Null and Noteworthy: Reader response; cerebrospinal fluid; connectivity subgroups
In this edition of Null and Noteworthy, researchers upend early interventions and diagnostic boundaries.
In this edition of Null and Noteworthy, researchers upend early interventions and diagnostic boundaries.
By revealing differences between autistic and non-autistic children, it could help identify autism in babies.
Methodological choices and study-site artifacts confounded an attempt to replicate findings in support of an autism brain-imaging biomarker, according to new unpublished work.
In this edition of Null and Noteworthy, scientists find little to be excited about in research on biomarkers for neurodevelopmental conditions.
Shortly after the study’s publication, experts critiqued it on PubPeer and other online platforms.
Faulty mTOR signaling, implicated in syndromic forms of autism, also hinders cells grown from people with idiopathic autism or autism-linked deletions on chromosome 16.
Collecting brain scans from thousands of people can be challenging in autism research; data-sharing and collaborative efforts can help drive results that stand up to statistical scrutiny.
The results highlight the importance of subgrouping study participants based on their underlying genetics, the researchers say.
Null and replicated results in this month’s newsletter tackle aging, a purported pathway for oxytocin’s effects on autistic people, and a possible autism biomarker.
This week, we’re bringing you some labors of love: a thread lamenting the autism field’s focus on gene lists, a study introducing genetic diversity in mouse models, and long-awaited results from a biomarker study.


_Exercise_. In the entries, find all lines that hold the word "diagram" and copy them.

_Data provided_.

________________________

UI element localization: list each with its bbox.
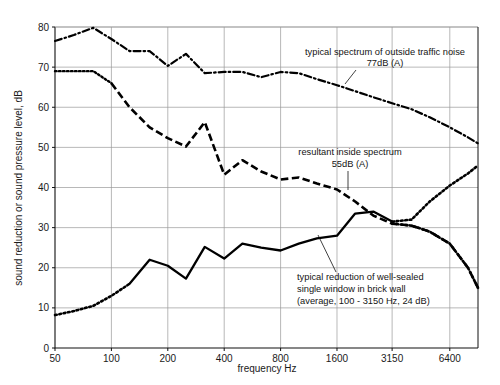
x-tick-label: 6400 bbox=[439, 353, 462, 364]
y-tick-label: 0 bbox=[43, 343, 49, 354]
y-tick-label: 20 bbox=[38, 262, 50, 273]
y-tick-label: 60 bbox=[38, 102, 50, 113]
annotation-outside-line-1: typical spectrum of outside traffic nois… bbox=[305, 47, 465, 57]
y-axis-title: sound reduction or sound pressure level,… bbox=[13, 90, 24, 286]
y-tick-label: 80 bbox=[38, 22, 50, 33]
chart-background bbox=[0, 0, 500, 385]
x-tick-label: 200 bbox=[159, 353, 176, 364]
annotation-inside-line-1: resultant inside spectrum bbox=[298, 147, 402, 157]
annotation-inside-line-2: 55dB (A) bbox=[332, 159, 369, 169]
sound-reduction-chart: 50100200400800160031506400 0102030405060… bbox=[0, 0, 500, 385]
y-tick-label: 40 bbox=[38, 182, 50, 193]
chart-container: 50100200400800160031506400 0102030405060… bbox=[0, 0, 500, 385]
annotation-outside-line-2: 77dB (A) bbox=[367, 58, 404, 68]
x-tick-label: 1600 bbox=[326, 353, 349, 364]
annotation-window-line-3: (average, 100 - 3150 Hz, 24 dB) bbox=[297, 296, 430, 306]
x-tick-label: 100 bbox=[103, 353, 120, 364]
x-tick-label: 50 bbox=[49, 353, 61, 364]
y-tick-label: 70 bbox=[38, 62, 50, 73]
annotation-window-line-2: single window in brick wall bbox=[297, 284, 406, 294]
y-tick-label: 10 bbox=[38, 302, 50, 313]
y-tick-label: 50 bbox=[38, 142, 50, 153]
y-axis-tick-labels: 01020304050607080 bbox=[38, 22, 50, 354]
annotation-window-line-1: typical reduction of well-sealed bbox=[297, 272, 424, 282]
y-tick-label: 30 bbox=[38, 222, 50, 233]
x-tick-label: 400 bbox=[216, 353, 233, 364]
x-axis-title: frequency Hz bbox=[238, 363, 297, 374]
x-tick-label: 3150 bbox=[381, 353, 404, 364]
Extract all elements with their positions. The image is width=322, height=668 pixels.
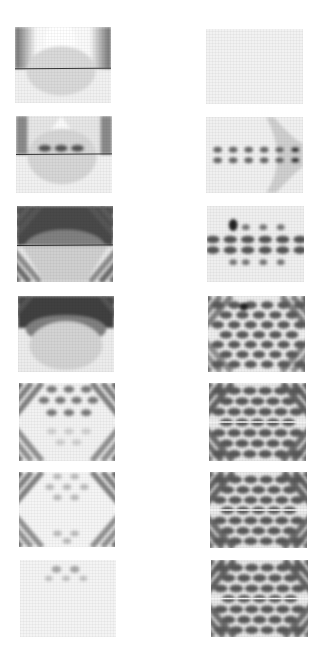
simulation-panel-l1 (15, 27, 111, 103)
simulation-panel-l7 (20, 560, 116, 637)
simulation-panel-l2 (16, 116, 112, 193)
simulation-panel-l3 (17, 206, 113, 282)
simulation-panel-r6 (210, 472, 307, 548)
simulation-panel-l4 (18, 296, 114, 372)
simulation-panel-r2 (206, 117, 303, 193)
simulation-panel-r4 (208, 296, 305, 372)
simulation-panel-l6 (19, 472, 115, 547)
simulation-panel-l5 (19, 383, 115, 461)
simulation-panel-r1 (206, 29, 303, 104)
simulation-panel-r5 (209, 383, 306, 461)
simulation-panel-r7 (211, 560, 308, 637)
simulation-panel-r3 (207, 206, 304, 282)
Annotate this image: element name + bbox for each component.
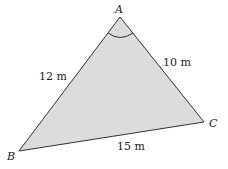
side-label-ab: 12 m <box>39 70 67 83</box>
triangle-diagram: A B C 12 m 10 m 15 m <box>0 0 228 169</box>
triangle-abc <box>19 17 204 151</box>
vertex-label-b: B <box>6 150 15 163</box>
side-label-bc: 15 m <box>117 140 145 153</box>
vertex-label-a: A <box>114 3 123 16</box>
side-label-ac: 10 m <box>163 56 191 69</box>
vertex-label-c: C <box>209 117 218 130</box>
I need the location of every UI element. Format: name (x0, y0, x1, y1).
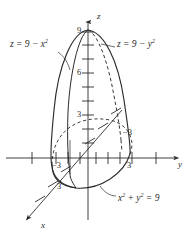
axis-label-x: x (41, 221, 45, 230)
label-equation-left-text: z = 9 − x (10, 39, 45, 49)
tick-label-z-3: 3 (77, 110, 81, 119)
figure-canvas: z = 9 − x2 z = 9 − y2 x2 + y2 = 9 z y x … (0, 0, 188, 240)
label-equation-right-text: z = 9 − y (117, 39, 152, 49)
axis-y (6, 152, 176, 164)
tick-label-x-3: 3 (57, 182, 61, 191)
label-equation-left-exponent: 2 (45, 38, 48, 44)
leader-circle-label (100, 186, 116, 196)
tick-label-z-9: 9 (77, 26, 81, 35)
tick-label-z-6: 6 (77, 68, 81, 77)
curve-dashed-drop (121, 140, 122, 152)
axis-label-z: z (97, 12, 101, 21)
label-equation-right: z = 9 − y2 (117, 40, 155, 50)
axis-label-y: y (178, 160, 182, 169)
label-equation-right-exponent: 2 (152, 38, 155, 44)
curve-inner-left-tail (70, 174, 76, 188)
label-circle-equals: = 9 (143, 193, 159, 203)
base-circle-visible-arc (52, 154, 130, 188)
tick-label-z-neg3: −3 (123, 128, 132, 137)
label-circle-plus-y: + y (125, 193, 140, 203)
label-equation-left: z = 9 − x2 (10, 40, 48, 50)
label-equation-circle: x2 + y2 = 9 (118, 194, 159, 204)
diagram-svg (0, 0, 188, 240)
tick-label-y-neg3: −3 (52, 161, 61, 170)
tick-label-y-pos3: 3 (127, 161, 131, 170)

________________________

_Your solution_.
triangle-diagram: A B C 12 m 10 m 15 m <box>0 0 228 169</box>
diagram-svg (0, 0, 188, 240)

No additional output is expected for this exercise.